Check out these graphic memoirs written by female authors. All books were borrowed from the CLEVNET library system. Cover photos and sample pages were downloaded online.
1. Spinning by Tillie Walden (2017) — United States
“For ten years, figure skating was Tillie Walden’s life. She woke before dawn for morning lessons, went straight to group practice after school, and spent weekends competing in glitter and tights. It was a central piece of her identity, her safe haven from the stress of school, bullies, and family. But over time, as she switched schools, got into art, and fell in love with her first girlfriend, she began to question how the close-minded world of figure skating fit in with the rest of her life.”
2. Honor Girl by Maggie Thrash (2015) — United States
“Maggie is fifteen and has spent basically every summer of her life at the one-hundred-year-old Camp Bellflower for Girls, set deep in the heart of Appalachia. She’s from Atlanta, she’s never kissed a guy, she’s into the Backstreet Boys in a really deep way, and her long summer days are full of a pleasant, peaceful sort of nothing. Until one confounding moment.

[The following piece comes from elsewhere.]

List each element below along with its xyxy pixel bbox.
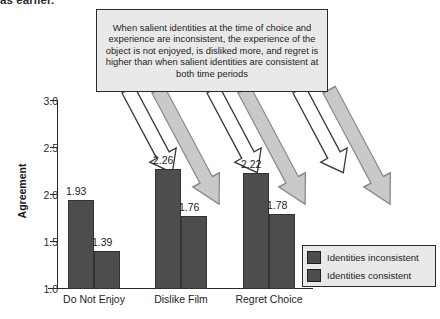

After a split second of innocent physical contact during a lice inspection, Maggie falls into gut-twisting love with Erin, an older, wiser, and, most surprising of all (at least to Maggie), female counselor.”
3. Nylon Road by Parsua Bashi (2006) — Switzerland
“In the tradition of graphic memoirs such as Marjane Satrapi’s Persepolis, comes the story of a young Iranian woman’s struggles with growing up under Shiite Law, her journey into adulthood, and the daughter whom she had to leave behind when she left Iran. Nylon Road is a window into the soul of a culture that we are still struggling to understand. Beautifully told, poignant, this is a powerful work about the necessity of freedom.”
4. The Story of My Tits by Jennifer Hayden (2015) — United States
“When Jennifer Hayden was diagnosed with breast cancer at the age of 43, she realized that her tits told a story. Across a lifetime, they’d held so many meanings: hope and fear, pride and embarrassment, life and death. And then they were gone. Now, their story has become a way of understanding her story: a journey from the innocence of youth to the chaos of adulthood, through her mother’s mastectomy, her father’s mistress, her husband’s music, and the endlessly evolving definition of family.”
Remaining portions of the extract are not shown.